With a spare platen salvaged from a wrecked Nr. 5 it was possible to try a variation of platen hardness. The Underwood Nr.5 already had its platen professionally re-covered a few years ago with relatively soft rubber - too soft for typewriter use really, but chosen anyways and types fine. The salvaged platen still had relatively good rubber, properly hard yet resilient. The newly-covered soft platen probably is around Shore 85 and the hard salvaged platen likely Shore 95 or thereabouts.
To start with, a few lines were typed on the machine with its soft rubber and a regular new ribbon; the type widely sold with a relatively coarse weave. (Though not quite as bad as the ribbons sold today for adding machines and/or cash registers - those are coarse and heavily inked too.)

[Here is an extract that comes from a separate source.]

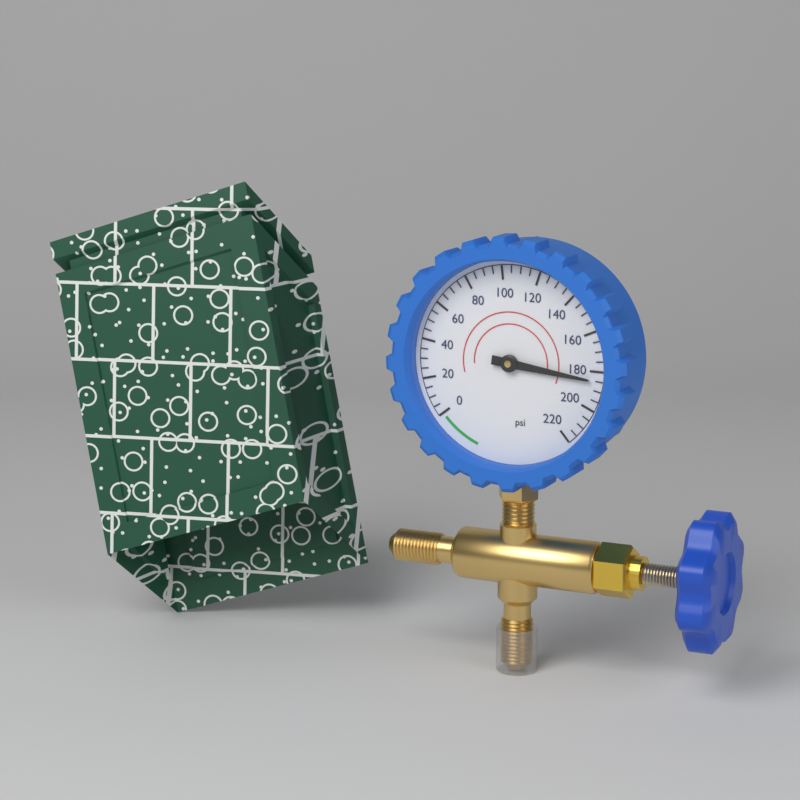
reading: 185 psi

Swapping in the hard-rubber platen and comparing the same lines, it becomes visible that the soft rubber cushions the impact and thus also blurs the type. The hard rubber creates a blacker and crisper imprint. The sound of the typing also is noticably crisper with a hard platen; more a sharp tick than a thud. The overall sound-levels are not all that different, more a change in character of the sound rather than a change in loudness.
The harder platen is less forgiving for any alignment issues of the type. Where the misaligned 'L' typeslug still prints the whole character on the soft platen (the type digs deeper into the rubber / the rubber accomodates the error), the hard platen only prints the top of the character.
Swapping out the ribbon for a better one with proper inking and a fine weave, this perhaps makes the characters still a bit more crisp. Alignment issues of course show up very clearly too. That's the third test-paragraph on the test-sheet (no backing sheet).
Some forming and re-attaching of the 'L' slug mostly corrected its angle towards the platen, in the fourth test-paragraph it prints better. Not evenly, but at least a complete character. It is still too high and slanted to the left, but correcting that requires specialist bending and/or peening tools for typewriter repair (which we do not have).
From this brief dabbling, optimal hardness for a typewriter platen is probably at least Shore 90. If accepting a more blurry imprint, then a softer platen of less than Shore 90 (but likely (much) harder than Shore 80) can make a machine more forgiving for misaligment and change the sound a little.
(Comparing also with a cork platen; the cork definitely is on the softer end of the scale. Not quite as blurred as the soft-rubber, but certainly less crisp than a proper hard-rubber platen. This was a very hard cork platen, likely dating from the 1940s, and not comparable to cork-sheets available today from craft stores. The plus-side of cork for a platen is of course that it does not harden over time the way that natural rubber can do and will have made sense e.g. when rubber was hard to come by (England in the 1940s); but there is a trade-off with print quality.)
Net outcome, an Underwood 5 that types very decently; with a choice between crisp writing with sharp/loud typing sound and a slightly less crisp with more of a thud/loud typing sound. Swapping platens on an Underwood 5 is not quite as tool-less and easy as on some machines, but with a single screwdriver can be done in a few minutes.
-and also extra understanding of platen hardness and its effect on typing quality.